One of the most beloved metaphors in the marketing world is the greased chute. The idea is that once a prospect starts reading or viewing your sales or marketing material, you want to make it incredibly easy for them to continue reading and listening, their interest building the longer they go, until they decide that they need to buy now, now, NOW!

Copywriters and clever marketers have dozens of tactics, tricks, and strategies that they use to create the greased chute effect, and it is undeniably powerful. Many of these are fairly innocuous and occur in almost all types of sales or marketing, such as:

  • The use of captivating headlines
  • Benefit-laden bullet points
  • Length limits on paragraph size (to ensure that no single piece looks like too much effort to read)
  • Using a story structure; and appeals to emotion

Marketers have become very, very good at using these tools to make their products and services seem extremely appealing to consumers. Add in testing of multiple elements that affect buying behavior, and it’s possible to create ads and campaigns that are more persuasive than ever before. This brings its own problems though, namely, The Expectations Gap.

The Expectations Gap is the term for the difference between what a customer was sold and what they actually get. This gap can be created intentionally through overzealous sales and marketing from the company, or inadvertently through fantastic word of mouth (“You absolutely must try this restaurant—it was the best meal that I have ever had on my 70 years of traveling this planet, and I guarantee that absolutely everything you taste will put you in a state of bliss unrivalled by even the most powerful drug!!!”).

Companies have to maintain a careful balance between making their products and service sound as appealing as possible and preparing new customers for the inevitable less than perfect experiences that they may come across. Failure to manage the Expectations Gap is one of the most common causes of new customer attrition.

Are you paying enough attention to the gap?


What you will do: Only the lines holding "vertex" are wanted. Copy every one from the records below.

Records for the exercise:
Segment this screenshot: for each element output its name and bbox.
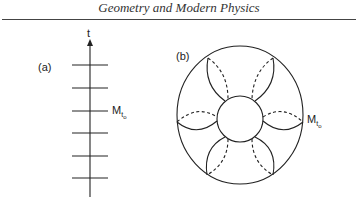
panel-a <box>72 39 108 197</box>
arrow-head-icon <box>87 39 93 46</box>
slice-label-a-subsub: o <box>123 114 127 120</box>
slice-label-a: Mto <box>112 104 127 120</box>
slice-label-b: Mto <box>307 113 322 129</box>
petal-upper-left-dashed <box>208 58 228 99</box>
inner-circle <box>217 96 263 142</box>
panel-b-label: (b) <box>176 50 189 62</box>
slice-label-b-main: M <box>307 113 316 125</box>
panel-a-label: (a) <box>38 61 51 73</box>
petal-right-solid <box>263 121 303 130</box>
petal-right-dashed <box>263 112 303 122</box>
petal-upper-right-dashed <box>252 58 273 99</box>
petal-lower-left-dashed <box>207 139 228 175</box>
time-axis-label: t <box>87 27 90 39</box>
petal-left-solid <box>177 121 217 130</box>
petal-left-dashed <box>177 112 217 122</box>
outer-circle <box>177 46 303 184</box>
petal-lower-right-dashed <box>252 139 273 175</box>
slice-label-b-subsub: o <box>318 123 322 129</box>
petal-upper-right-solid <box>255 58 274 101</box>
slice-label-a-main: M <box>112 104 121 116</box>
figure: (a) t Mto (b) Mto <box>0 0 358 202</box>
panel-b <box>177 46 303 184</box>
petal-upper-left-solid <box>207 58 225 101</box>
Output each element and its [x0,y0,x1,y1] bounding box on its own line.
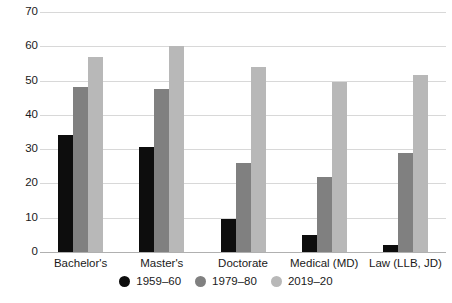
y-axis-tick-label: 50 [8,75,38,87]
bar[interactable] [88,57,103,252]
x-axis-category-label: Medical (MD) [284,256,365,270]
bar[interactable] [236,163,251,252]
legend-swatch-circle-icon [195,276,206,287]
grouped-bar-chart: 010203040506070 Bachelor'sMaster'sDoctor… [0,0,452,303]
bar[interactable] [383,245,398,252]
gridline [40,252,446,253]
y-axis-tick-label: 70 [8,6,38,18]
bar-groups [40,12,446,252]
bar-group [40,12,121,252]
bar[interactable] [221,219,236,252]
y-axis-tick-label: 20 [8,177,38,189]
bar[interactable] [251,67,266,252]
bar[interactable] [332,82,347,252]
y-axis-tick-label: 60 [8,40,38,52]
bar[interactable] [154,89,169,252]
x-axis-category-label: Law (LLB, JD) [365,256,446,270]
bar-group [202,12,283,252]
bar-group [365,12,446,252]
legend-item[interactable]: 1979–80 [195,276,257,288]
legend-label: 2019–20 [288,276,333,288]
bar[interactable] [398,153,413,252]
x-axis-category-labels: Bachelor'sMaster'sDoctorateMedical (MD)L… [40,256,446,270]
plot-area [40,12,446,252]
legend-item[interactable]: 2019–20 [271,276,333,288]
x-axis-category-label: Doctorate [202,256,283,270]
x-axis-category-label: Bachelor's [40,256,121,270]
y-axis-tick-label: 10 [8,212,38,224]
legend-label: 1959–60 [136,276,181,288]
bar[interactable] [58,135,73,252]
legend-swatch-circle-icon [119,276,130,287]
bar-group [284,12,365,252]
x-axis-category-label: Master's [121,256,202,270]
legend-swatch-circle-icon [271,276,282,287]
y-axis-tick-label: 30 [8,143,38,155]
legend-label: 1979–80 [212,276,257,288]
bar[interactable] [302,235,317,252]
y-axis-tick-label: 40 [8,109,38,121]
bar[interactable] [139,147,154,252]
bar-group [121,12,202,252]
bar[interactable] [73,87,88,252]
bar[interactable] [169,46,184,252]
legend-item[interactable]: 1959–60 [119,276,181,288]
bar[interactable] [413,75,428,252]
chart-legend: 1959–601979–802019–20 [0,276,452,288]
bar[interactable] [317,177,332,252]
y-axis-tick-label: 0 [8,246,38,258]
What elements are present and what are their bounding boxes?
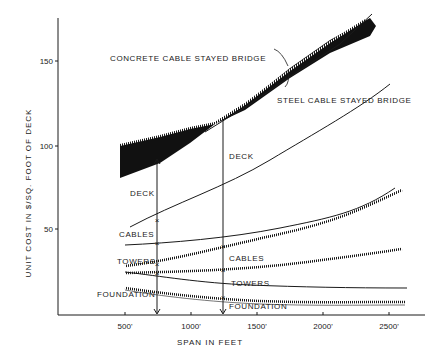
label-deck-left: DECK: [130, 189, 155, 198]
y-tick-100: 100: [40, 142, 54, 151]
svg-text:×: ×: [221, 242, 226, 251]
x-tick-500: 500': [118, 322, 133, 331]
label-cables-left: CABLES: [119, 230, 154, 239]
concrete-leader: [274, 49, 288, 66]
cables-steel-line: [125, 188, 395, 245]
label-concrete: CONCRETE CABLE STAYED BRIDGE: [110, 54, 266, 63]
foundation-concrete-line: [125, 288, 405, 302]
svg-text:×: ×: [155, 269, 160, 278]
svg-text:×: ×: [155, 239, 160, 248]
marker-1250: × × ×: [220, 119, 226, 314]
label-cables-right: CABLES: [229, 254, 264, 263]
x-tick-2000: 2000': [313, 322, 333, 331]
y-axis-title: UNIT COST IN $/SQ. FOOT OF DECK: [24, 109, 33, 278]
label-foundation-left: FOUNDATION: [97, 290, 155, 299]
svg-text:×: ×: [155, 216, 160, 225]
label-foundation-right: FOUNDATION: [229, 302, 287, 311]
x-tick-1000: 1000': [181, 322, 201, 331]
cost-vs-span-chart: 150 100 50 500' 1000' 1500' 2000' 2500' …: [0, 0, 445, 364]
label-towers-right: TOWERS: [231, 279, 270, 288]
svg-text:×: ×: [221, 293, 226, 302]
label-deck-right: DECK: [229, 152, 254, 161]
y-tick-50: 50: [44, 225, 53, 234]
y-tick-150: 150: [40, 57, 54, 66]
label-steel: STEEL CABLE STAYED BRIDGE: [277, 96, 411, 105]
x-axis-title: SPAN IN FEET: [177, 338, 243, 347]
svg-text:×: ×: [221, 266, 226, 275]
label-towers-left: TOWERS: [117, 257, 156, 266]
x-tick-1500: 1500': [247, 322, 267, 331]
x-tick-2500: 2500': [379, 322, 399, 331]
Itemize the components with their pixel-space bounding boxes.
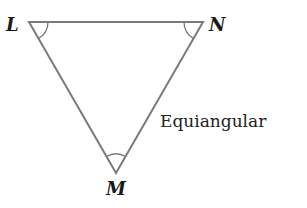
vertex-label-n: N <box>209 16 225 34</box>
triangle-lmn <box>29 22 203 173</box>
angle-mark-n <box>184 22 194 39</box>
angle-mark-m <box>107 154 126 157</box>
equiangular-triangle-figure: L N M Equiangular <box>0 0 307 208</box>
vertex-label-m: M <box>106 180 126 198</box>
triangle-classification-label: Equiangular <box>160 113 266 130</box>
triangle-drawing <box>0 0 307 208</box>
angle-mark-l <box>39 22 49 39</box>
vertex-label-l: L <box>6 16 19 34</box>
* * *
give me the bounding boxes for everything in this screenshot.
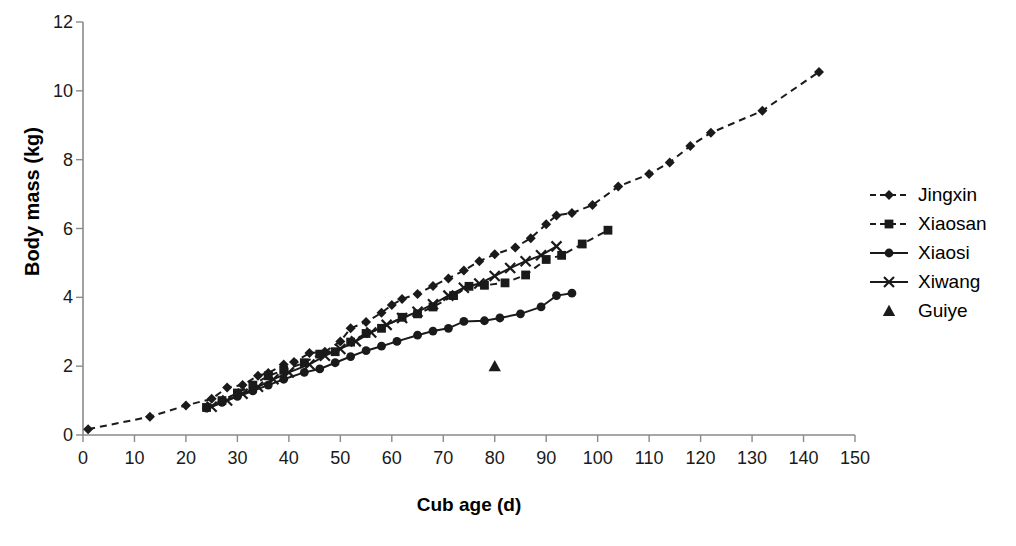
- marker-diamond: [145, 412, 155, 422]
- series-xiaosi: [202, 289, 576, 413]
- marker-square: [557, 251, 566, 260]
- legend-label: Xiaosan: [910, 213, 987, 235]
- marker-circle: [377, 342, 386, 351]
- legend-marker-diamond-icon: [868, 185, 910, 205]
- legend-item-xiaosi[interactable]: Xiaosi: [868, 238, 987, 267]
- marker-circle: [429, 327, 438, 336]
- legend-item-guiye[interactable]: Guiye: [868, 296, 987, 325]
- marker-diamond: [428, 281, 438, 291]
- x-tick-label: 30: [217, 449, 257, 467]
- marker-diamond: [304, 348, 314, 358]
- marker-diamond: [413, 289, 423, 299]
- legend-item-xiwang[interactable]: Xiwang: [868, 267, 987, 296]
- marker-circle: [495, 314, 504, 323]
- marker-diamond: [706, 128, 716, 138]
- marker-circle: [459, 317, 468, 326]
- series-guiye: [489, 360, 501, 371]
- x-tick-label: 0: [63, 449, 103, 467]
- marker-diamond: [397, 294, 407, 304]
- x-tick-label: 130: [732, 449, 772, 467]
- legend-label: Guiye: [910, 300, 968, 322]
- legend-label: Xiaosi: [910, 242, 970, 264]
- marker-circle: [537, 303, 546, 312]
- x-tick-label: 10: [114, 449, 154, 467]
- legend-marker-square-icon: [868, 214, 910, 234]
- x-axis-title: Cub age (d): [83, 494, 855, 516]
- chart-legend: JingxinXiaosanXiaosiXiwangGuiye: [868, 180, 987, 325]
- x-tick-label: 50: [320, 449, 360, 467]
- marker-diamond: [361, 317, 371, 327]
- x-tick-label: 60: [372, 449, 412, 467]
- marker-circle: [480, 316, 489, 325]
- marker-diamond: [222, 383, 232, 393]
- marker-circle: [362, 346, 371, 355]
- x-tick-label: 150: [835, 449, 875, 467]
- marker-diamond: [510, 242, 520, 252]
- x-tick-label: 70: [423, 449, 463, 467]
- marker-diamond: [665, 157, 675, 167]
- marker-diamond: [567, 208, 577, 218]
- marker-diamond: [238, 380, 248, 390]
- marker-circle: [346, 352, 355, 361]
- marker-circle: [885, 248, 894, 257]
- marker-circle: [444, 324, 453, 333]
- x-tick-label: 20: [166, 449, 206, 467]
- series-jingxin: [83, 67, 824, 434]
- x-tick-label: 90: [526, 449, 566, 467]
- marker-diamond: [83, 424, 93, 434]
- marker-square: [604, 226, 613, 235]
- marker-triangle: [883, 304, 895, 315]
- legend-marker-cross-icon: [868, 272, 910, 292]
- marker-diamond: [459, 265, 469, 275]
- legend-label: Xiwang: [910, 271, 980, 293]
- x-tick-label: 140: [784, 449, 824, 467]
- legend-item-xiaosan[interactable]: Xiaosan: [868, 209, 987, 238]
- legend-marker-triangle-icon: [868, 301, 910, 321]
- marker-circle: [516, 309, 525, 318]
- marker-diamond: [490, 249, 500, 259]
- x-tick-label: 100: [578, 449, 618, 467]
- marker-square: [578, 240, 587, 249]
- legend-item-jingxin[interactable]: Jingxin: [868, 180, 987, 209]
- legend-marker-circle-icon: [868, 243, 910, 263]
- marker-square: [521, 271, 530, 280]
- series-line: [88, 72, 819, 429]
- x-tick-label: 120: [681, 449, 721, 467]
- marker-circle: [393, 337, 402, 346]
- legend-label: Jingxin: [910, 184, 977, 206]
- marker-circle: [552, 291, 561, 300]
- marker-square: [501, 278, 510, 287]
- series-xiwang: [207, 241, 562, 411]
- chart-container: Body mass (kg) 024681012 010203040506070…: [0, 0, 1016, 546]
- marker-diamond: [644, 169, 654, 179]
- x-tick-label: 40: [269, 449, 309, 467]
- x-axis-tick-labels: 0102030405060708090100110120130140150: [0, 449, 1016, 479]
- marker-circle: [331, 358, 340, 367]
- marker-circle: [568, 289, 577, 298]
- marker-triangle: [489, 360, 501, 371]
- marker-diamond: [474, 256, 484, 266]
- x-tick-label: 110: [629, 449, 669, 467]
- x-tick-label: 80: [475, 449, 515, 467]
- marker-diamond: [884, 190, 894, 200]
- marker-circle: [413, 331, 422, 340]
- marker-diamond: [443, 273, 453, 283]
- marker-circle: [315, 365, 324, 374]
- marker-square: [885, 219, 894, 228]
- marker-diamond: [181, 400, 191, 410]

Result of the task:
vertex-label-n: N <box>209 16 225 34</box>
vertex-label-m: M <box>106 180 126 198</box>
vertex-label-l: L <box>6 16 19 34</box>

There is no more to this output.